We’re moving back toward a situation where only the top 20% in terms of income or wealth will be able to afford a home or be lucky enough to inherit one; the vast majority of those Americans are most assuredly not POC.
It seems to me that the United States could tackle this problem directly, it would only help people and hurt no one. At a time when our economy is throwing more people onto the street than it is minting as new millionaires, I can not fathom what we are waiting for.
How long have you been around? Haven’t you noticed that a policy that doesn’t actively hurt other people is anathema to around a third of the electorate (and if it helps those uppity black people, then it’s anathema to maybe as much as another third of the electorate, although there is likely to be something of an overlap between those two groups.) It’s really not that difficult. </s>
It has been proven many white people cannot see beyond their own culture.
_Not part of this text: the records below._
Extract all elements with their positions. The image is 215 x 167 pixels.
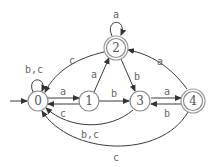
edge-label-4-2: a	[157, 56, 163, 67]
edge-label-1-3: b	[111, 88, 117, 99]
edge-2-2	[110, 22, 122, 36]
state-1: 1	[79, 91, 99, 111]
edge-0-0	[32, 80, 43, 92]
edge-label-3-0: b,c	[81, 129, 99, 140]
state-label-0: 0	[34, 94, 42, 108]
edge-label-3-4: a	[164, 86, 170, 97]
state-label-2: 2	[112, 41, 120, 55]
edge-label-0-1: a	[60, 86, 66, 97]
automaton-diagram: b,c a c a b a c b a b a b,c c 0 1 2	[0, 0, 215, 167]
state-label-1: 1	[85, 94, 93, 108]
state-label-3: 3	[136, 94, 144, 108]
state-3: 3	[130, 91, 150, 111]
edge-2-3	[121, 59, 135, 91]
state-0: 0	[28, 91, 48, 111]
edge-label-2-2: a	[113, 9, 119, 20]
edge-label-4-3: b	[164, 108, 170, 119]
edge-label-0-0: b,c	[25, 64, 43, 75]
edge-label-1-2: a	[91, 69, 97, 80]
state-4-accepting: 4	[181, 89, 205, 113]
state-label-4: 4	[189, 94, 197, 108]
edge-label-2-0: c	[69, 55, 75, 66]
edge-label-4-0: c	[113, 152, 119, 163]
state-2-accepting: 2	[104, 36, 128, 60]
edge-label-2-3: b	[134, 71, 140, 82]
edge-label-1-0: c	[60, 108, 66, 119]
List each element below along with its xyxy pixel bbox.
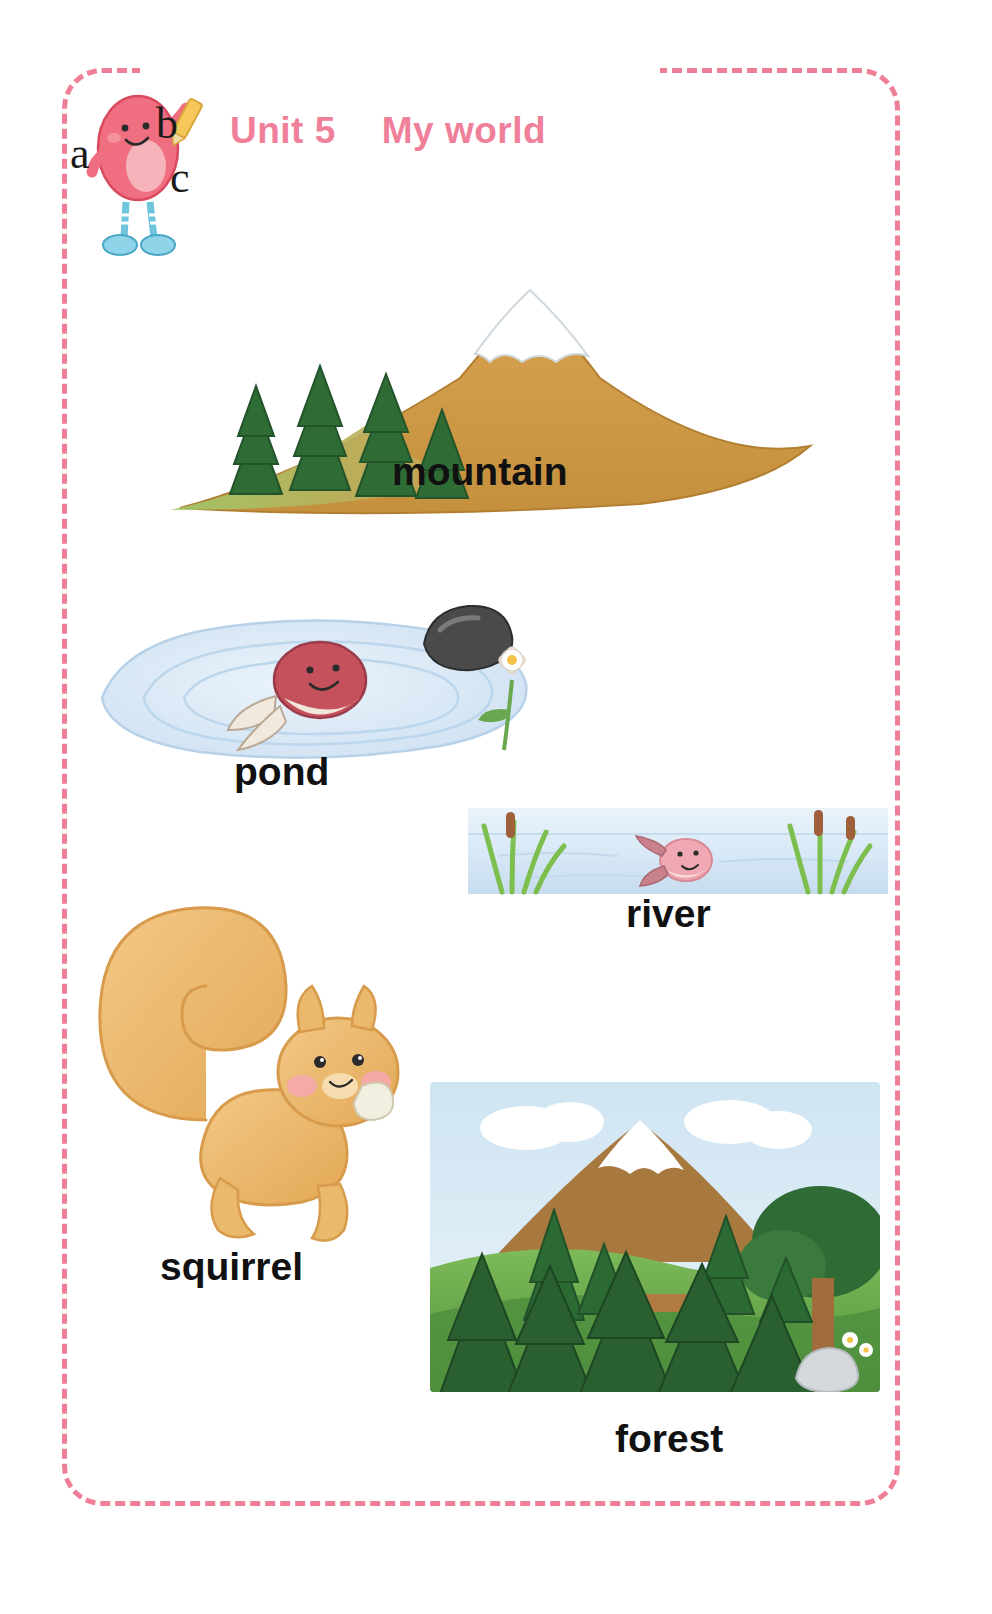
mascot-letter-a: a [70,132,90,176]
vocab-item-squirrel: squirrel [86,890,446,1310]
vocab-item-mountain: mountain [160,258,820,518]
caption-forest: forest [615,1417,723,1461]
forest-illustration [430,1082,880,1472]
caption-squirrel: squirrel [160,1245,303,1289]
caption-river: river [626,892,711,936]
mascot-figure [68,80,228,265]
caption-pond: pond [234,750,329,794]
unit-header: Unit 5 My world [230,110,546,152]
mascot-letter-b: b [156,102,178,146]
abc-mascot: a b c [68,80,228,265]
vocab-item-forest: forest [430,1082,880,1472]
vocab-item-pond: pond [88,580,568,810]
mascot-letter-c: c [170,156,190,200]
unit-title: My world [382,110,546,152]
frame-header-gap [140,58,660,82]
vocab-item-river: river [468,800,888,950]
caption-mountain: mountain [392,450,567,494]
unit-number-label: Unit 5 [230,110,336,152]
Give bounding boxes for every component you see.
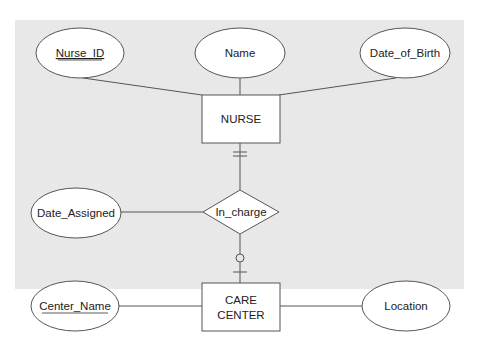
attribute-center-name[interactable]: Center_Name	[31, 281, 119, 331]
attribute-nurse-id[interactable]: Nurse_ID	[36, 28, 124, 78]
entity-care-center-label-2: CENTER	[217, 309, 264, 321]
optional-circle-icon	[236, 254, 244, 262]
attribute-date-assigned-label: Date_Assigned	[37, 207, 115, 219]
attribute-date-of-birth[interactable]: Date_of_Birth	[360, 28, 450, 78]
attribute-date-assigned[interactable]: Date_Assigned	[31, 188, 121, 238]
entity-nurse-label: NURSE	[221, 113, 262, 125]
entity-nurse[interactable]: NURSE	[202, 95, 280, 143]
entity-care-center[interactable]: CARE CENTER	[202, 283, 280, 331]
entity-care-center-label-1: CARE	[225, 294, 257, 306]
er-diagram: NURSE CARE CENTER In_charge Nurse_ID Nam…	[0, 0, 479, 354]
attribute-date-of-birth-label: Date_of_Birth	[370, 47, 440, 59]
attribute-nurse-id-label: Nurse_ID	[56, 47, 105, 59]
relationship-label: In_charge	[215, 206, 266, 218]
attribute-center-name-label: Center_Name	[39, 300, 111, 312]
attribute-location-label: Location	[384, 300, 427, 312]
attribute-location[interactable]: Location	[362, 281, 450, 331]
attribute-name-label: Name	[225, 47, 256, 59]
attribute-name[interactable]: Name	[195, 28, 285, 78]
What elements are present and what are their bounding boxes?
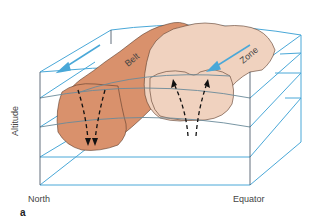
altitude-axis-label: Altitude: [10, 106, 20, 136]
equator-label: Equator: [233, 194, 265, 204]
panel-letter: a: [20, 207, 26, 218]
zone-front-face: [150, 70, 234, 121]
north-label: North: [28, 194, 50, 204]
diagram-canvas: Belt Zone: [0, 0, 315, 222]
belt-zone-diagram: Belt Zone Altitude North Equator a: [0, 0, 315, 222]
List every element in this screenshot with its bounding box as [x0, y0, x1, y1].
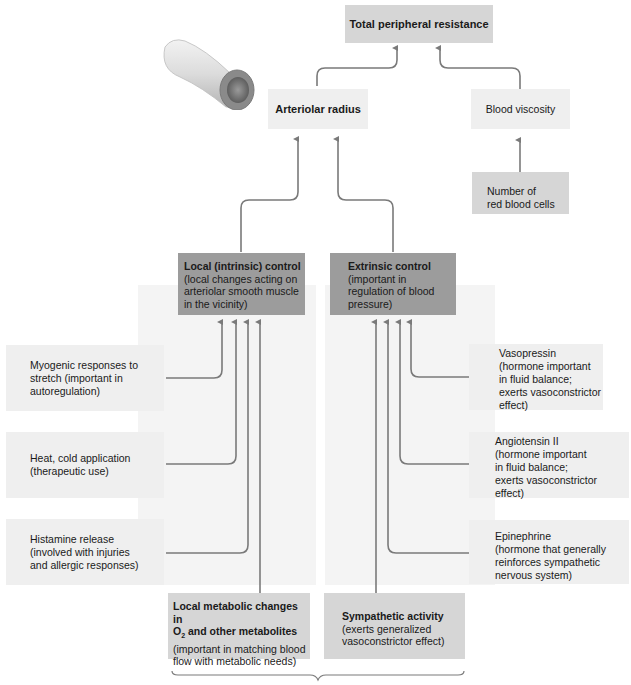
- extrinsic-control-title: Extrinsic control: [348, 260, 456, 273]
- heat-cold-line-2: (therapeutic use): [30, 465, 164, 478]
- blood-viscosity-box: Blood viscosity: [471, 89, 570, 129]
- angiotensin-line-3: in fluid balance;: [495, 461, 629, 474]
- vasopressin-line-2: (hormone important: [499, 360, 603, 373]
- heat-cold-box: Heat, cold application (therapeutic use): [6, 432, 164, 498]
- vasopressin-line-4: exerts vasoconstrictor: [499, 386, 603, 399]
- angiotensin-line-5: effect): [495, 487, 629, 500]
- myogenic-responses-box: Myogenic responses to stretch (important…: [6, 345, 164, 411]
- local-metabolic-changes-box: Local metabolic changes in O2 and other …: [168, 593, 310, 659]
- histamine-line-2: (involved with injuries: [30, 546, 164, 559]
- epinephrine-line-3: reinforces sympathetic: [495, 556, 629, 569]
- extrinsic-control-desc-1: (important in: [348, 273, 456, 286]
- myogenic-line-1: Myogenic responses to: [30, 359, 164, 372]
- local-control-title: Local (intrinsic) control: [184, 260, 305, 273]
- vasopressin-box: Vasopressin (hormone important in fluid …: [469, 344, 603, 410]
- angiotensin-line-4: exerts vasoconstrictor: [495, 474, 629, 487]
- angiotensin-line-1: Angiotensin II: [495, 435, 629, 448]
- extrinsic-control-desc-3: pressure): [348, 298, 456, 311]
- angiotensin-box: Angiotensin II (hormone important in flu…: [469, 432, 629, 498]
- arteriole-illustration-icon: [150, 35, 260, 110]
- local-control-desc-3: in the vicinity): [184, 298, 305, 311]
- epinephrine-box: Epinephrine (hormone that generally rein…: [469, 520, 629, 584]
- myogenic-line-2: stretch (important in: [30, 372, 164, 385]
- metabolic-title-2-text: and other metabolites: [185, 625, 297, 637]
- histamine-line-3: and allergic responses): [30, 559, 164, 572]
- angiotensin-line-2: (hormone important: [495, 448, 629, 461]
- rbc-line-1: Number of: [487, 185, 569, 198]
- metabolic-desc-1: (important in matching blood: [173, 643, 310, 656]
- extrinsic-control-desc-2: regulation of blood: [348, 285, 456, 298]
- arteriolar-radius-label: Arteriolar radius: [275, 103, 361, 116]
- red-blood-cells-box: Number of red blood cells: [472, 172, 569, 214]
- oxygen-symbol: O: [173, 625, 181, 637]
- metabolic-desc-2: flow with metabolic needs): [173, 655, 310, 668]
- heat-cold-line-1: Heat, cold application: [30, 452, 164, 465]
- epinephrine-line-2: (hormone that generally: [495, 543, 629, 556]
- local-control-desc-2: arteriolar smooth muscle: [184, 285, 305, 298]
- local-control-box: Local (intrinsic) control (local changes…: [178, 253, 305, 315]
- vasopressin-line-3: in fluid balance;: [499, 373, 603, 386]
- total-peripheral-resistance-box: Total peripheral resistance: [345, 5, 493, 43]
- metabolic-title-2: O2 and other metabolites: [173, 625, 310, 643]
- sympathetic-activity-box: Sympathetic activity (exerts generalized…: [324, 593, 465, 659]
- histamine-line-1: Histamine release: [30, 533, 164, 546]
- sympathetic-desc-2: vasoconstrictor effect): [342, 635, 465, 648]
- blood-viscosity-label: Blood viscosity: [486, 103, 555, 116]
- metabolic-title-1: Local metabolic changes in: [173, 600, 310, 625]
- vasopressin-line-5: effect): [499, 399, 603, 412]
- sympathetic-desc-1: (exerts generalized: [342, 623, 465, 636]
- total-peripheral-resistance-label: Total peripheral resistance: [349, 18, 488, 31]
- extrinsic-control-box: Extrinsic control (important in regulati…: [330, 253, 456, 315]
- local-control-desc-1: (local changes acting on: [184, 273, 305, 286]
- rbc-line-2: red blood cells: [487, 198, 569, 211]
- vasopressin-line-1: Vasopressin: [499, 347, 603, 360]
- sympathetic-title: Sympathetic activity: [342, 610, 465, 623]
- myogenic-line-3: autoregulation): [30, 385, 164, 398]
- epinephrine-line-1: Epinephrine: [495, 530, 629, 543]
- arteriolar-radius-box: Arteriolar radius: [268, 89, 368, 129]
- epinephrine-line-4: nervous system): [495, 569, 629, 582]
- histamine-release-box: Histamine release (involved with injurie…: [6, 519, 164, 585]
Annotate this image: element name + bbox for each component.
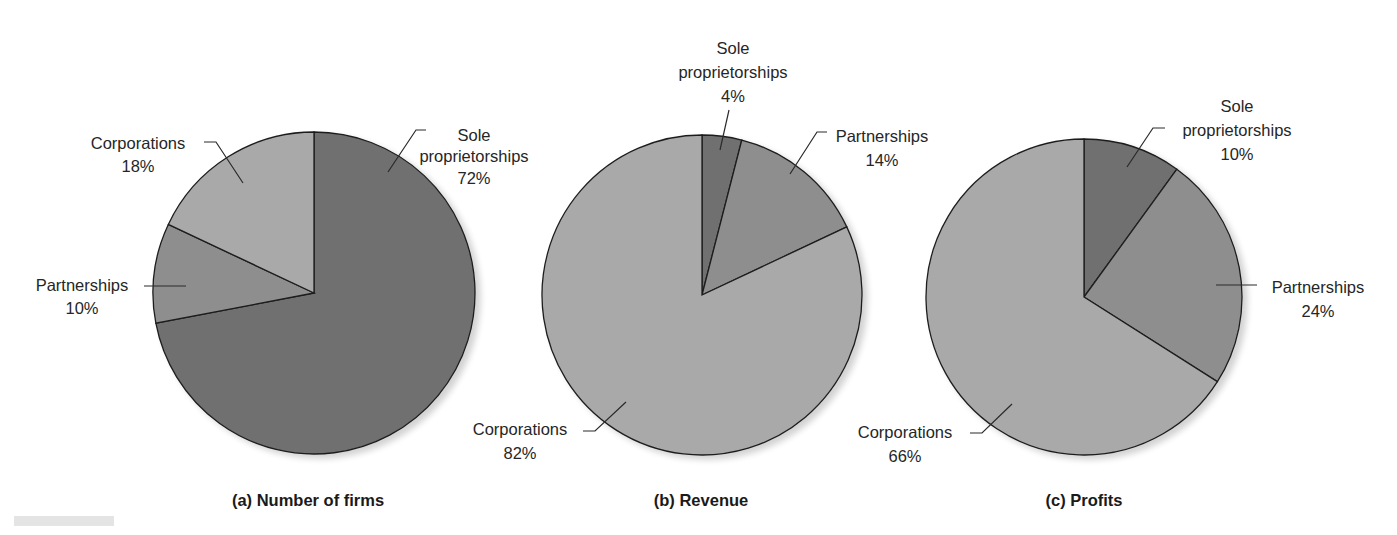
label-c-partnerships-line1: Partnerships bbox=[1272, 278, 1365, 296]
label-c-sole-line2: proprietorships bbox=[1182, 121, 1291, 139]
label-a-partnerships-line1: Partnerships bbox=[36, 276, 129, 294]
label-a-sole-pct: 72% bbox=[457, 169, 490, 187]
label-c-corporations-line1: Corporations bbox=[858, 423, 952, 441]
label-c-partnerships-pct: 24% bbox=[1301, 302, 1334, 320]
pie-chart-profits bbox=[926, 139, 1242, 455]
pie-chart-number-of-firms bbox=[153, 132, 475, 454]
label-b-partnerships-line1: Partnerships bbox=[836, 127, 929, 145]
label-b-partnerships-pct: 14% bbox=[865, 151, 898, 169]
caption-revenue: (b) Revenue bbox=[654, 491, 748, 509]
watermark-bar bbox=[14, 516, 114, 526]
pie-chart-revenue bbox=[542, 135, 862, 455]
label-b-sole-line1: Sole bbox=[716, 39, 749, 57]
label-b-sole-pct: 4% bbox=[721, 87, 745, 105]
label-b-corporations-line1: Corporations bbox=[473, 420, 567, 438]
label-b-corporations-pct: 82% bbox=[503, 444, 536, 462]
caption-number-of-firms: (a) Number of firms bbox=[232, 491, 384, 509]
label-a-sole-line1: Sole bbox=[457, 126, 490, 144]
label-c-corporations-pct: 66% bbox=[888, 447, 921, 465]
label-a-corporations-pct: 18% bbox=[121, 157, 154, 175]
pie-charts-figure: Sole proprietorships 72% Corporations 18… bbox=[0, 0, 1397, 535]
label-a-partnerships-pct: 10% bbox=[65, 299, 98, 317]
label-a-corporations-line1: Corporations bbox=[91, 134, 185, 152]
caption-profits: (c) Profits bbox=[1045, 491, 1122, 509]
label-a-sole-line2: proprietorships bbox=[419, 147, 528, 165]
label-b-sole-line2: proprietorships bbox=[678, 63, 787, 81]
label-c-sole-line1: Sole bbox=[1220, 97, 1253, 115]
label-c-sole-pct: 10% bbox=[1220, 145, 1253, 163]
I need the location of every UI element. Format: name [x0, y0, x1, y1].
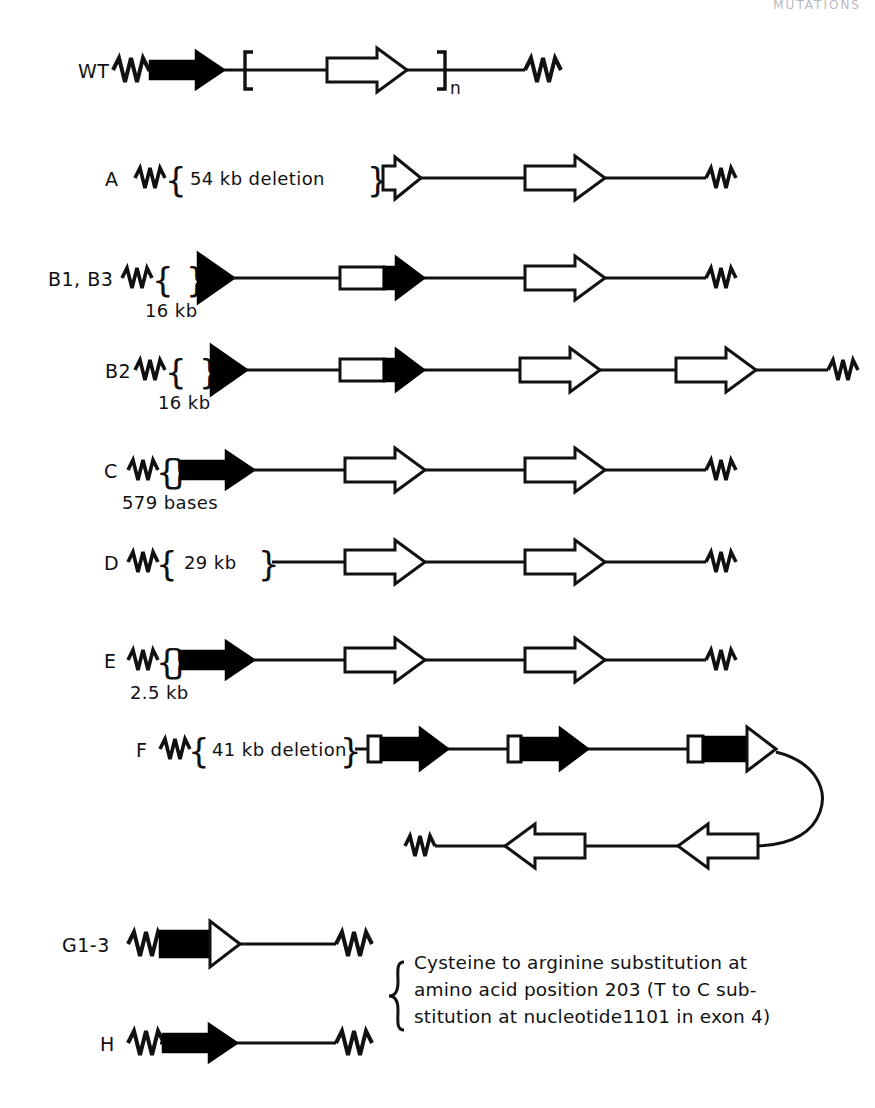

I have seen several videos on redlining. I think Vox had one too that was good. It is clear, with out a doubt, that our current neighborhood make ups are mostly a product of systemic racism. And that greatly also affected what companies were around, jobs created, resources built, etc etc etc. You segregate and prevent people from building wealth and then wonder why they are suffering economically? GTFO. And this is within living memory, not some distant past.
I’m currently reading “The Color of Law”, which was briefly referenced in this piece. The book goes into a lot of detail, which opened up my eyes to a lot of injustices that I hadn’t been aware of, particularly with regards to public housing built for white soldiers and workers during WW2, FHA loans, etc., etc., etc… I’d recommend the book to anyone who hasn’t read it yet. It totally destroys any argument that there is no such thing as institutional racism in America-- as if it weren’t obvious enough already.
My neighborhood just recently had all of the racist covenants in our neighborhood amended, now that the state of Maryland has created a process to do so. Though the covenants were unenforceable since Shelley v. Kraemer, there were some appalling ones still on the books. Fuck you, Continental Life Insurance Co (The developer at the time)!